JV buys Delray Beach hotel for $58M, amid resurgence of hospitality investment sales

Features

JV buys Delray Beach hotel for $58M, amid resurgence of hospitality investment sales
 
Published Friday, October 4, 2024 11:00 am
by Lidia Dinkova

This is a summary

"A joint venture scooped up the Ray Hotel Delray Beach, Curio Collection by Hilton for $57.7 million, marking a resurgence of hospitality investment sales. 

 

Tmgoc Ventures and Certares Management bought the four-story, 141-key hotel at 233 Northeast Second Avenue, according to records and real estate database Vizzda. The property’s sale price according to the deed was $47.8 million, but the trade actually was for $57.7 million, which equates to the loan balance after it was reduced from $85.8 million, records and Vizzda data show. 

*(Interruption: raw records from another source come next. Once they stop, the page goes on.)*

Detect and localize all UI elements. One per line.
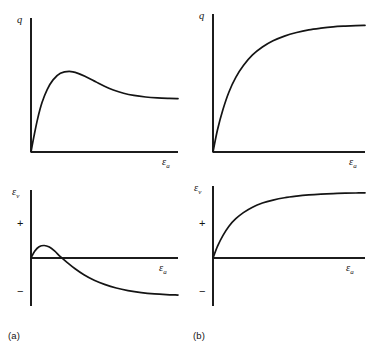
panel-a-volumetric-strain: εv + − εa: [0, 176, 189, 324]
curve-q-loose: [213, 25, 365, 152]
positive-sign-label: +: [199, 217, 205, 229]
curve-ev-dense: [31, 246, 178, 296]
y-axis-label: εv: [12, 186, 20, 200]
curve-q-dense: [31, 71, 178, 152]
figure-root: q εa εv + − εa: [0, 0, 378, 353]
negative-sign-label: −: [17, 285, 23, 297]
x-axis-label: εa: [346, 262, 354, 276]
x-axis-label: εa: [162, 156, 170, 170]
curve-ev-loose: [213, 193, 365, 258]
caption-a: (a): [8, 330, 20, 341]
panel-b-volumetric-strain: εv + − εa: [189, 176, 378, 324]
positive-sign-label: +: [17, 217, 23, 229]
y-axis-label: εv: [194, 182, 202, 196]
x-axis-label: εa: [159, 262, 167, 276]
y-axis-label: q: [199, 10, 204, 21]
panel-a-deviator-stress: q εa: [0, 0, 189, 176]
negative-sign-label: −: [199, 285, 205, 297]
panel-b-deviator-stress: q εa: [189, 0, 378, 176]
x-axis-label: εa: [349, 156, 357, 170]
y-axis-label: q: [17, 14, 22, 25]
caption-b: (b): [193, 330, 205, 341]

The price is about $409,000 per key. The buyers assumed the property’s loan, which is from lender AMF Levered II. "

Read the original on The Real Deal

JV buys Delray Beach hotel for $58M, amid resurgence of hospitality investment sales | The Real Deal

Image credit to Juan Rojas on Unsplash


Send this page to a friend

Recent News

Landlords Are Being Sued More Than Ever, Pushing Liability Insurance Up

Commercial property owners are facing a sharp spike in liability insurance premiums, driven by a dramatic surge in lawsuits and a trend known as "social inflation." The report highlights that federal tort cases, particularly premises liability claims like slip-and-falls and wrongful deaths, rose 20% between 2022 and 2024. This litigation wave has caused general liability rates to spike by as much as 30% in recent months.

CoStar: Retail rent growth slows to 1.9% in Q1

U.S. retail asking rent growth has significantly moderated, slowing to +1.9% year-over-year in Q1 2026. This marks the slowest pace of growth in over a decade and continues a downward trend that began in 2024. While the retail sector remains fundamentally healthy with low vacancy rates, the market is shifting from post-pandemic highs toward a "new normal.

Walmart to remodel 650-plus stores in 2026; details new openings

Walmart has unveiled an aggressive expansion and modernization plan for its 2026 fiscal year, focusing on enhancing its physical footprint to meet evolving consumer habits. The retail giant plans to remodel more than 650 stores (including Supercenters and Neighborhood Markets) and open approximately 20 new locations across North America through early 2027.